The white paper purports to identify "design flaws" in California's cap-and-trade program. Some of the technical adjustments to the cap-and-trade program suggested in this paper are worthy of careful consideration. In fact, some have been addressed in part or are being considered through the regulatory process at the Air Resources Board. So there doesn’t seem to be any real reason to sound the alarm bells on California’s program at this point in time.

The WSPA white paper, however, takes a much more disingenuous approach by trying to create an alarmist tone and sense of urgency around these complex and technical issues. The timing of the white paper release, a mere 11 weeks before the cap-and-trade program is set to expand to control pollution from transportation fuels, provides a clue as to why a group that represents soon-to-be-regulated companies wants to create a news story around "flaws" in the cap-and-trade program.

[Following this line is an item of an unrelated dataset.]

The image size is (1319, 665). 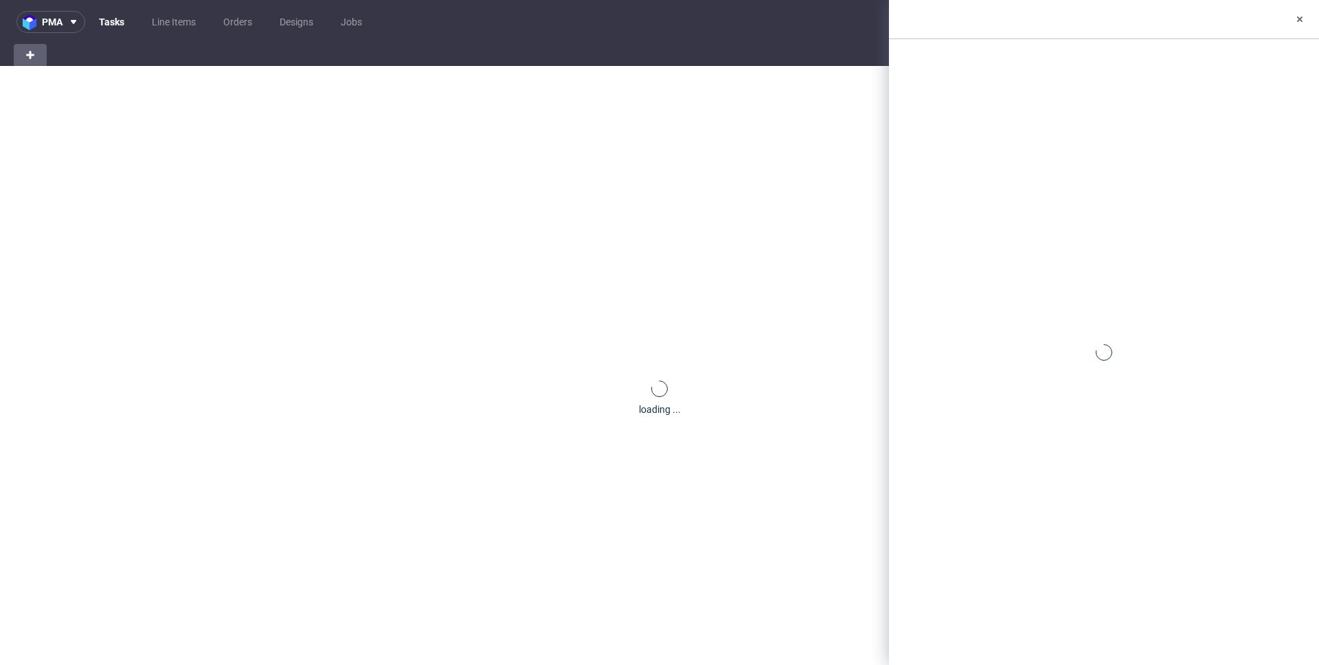 I want to click on a: Orders, so click(x=238, y=22).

The Clean Power Plan analysis in the white paper veers even further out of the realm of reasonable critique. It points out that the new Clean Power Plan may not give California "credit" for early actions on climate change that occur before 2014; but fails to mention that early analysis suggests California is already on track to meet the 2030 reduction target EPA has proposed, and could probably do even more. The analysis also points to the way EPA calculated targets for state reductions, noting the agency’s method is different than what California and other states have used in setting their GHG caps. In suggesting that this makes California's cap-and-trade program inconsistent with a federal program, the white paper ignores the fact EPA's proposal specifically calls out California and the Regional Greenhouse Gas Initiative states as successful examples other states could follow and explicitly allows them to translate from EPA's method to their own.

Details and facts do matter. While we can’t and shouldn’t prematurely declare victory, a disingenuous and deceptive analysis undermines the overall effort to get things right. Where is the line between constructive critique and self-interested undermining?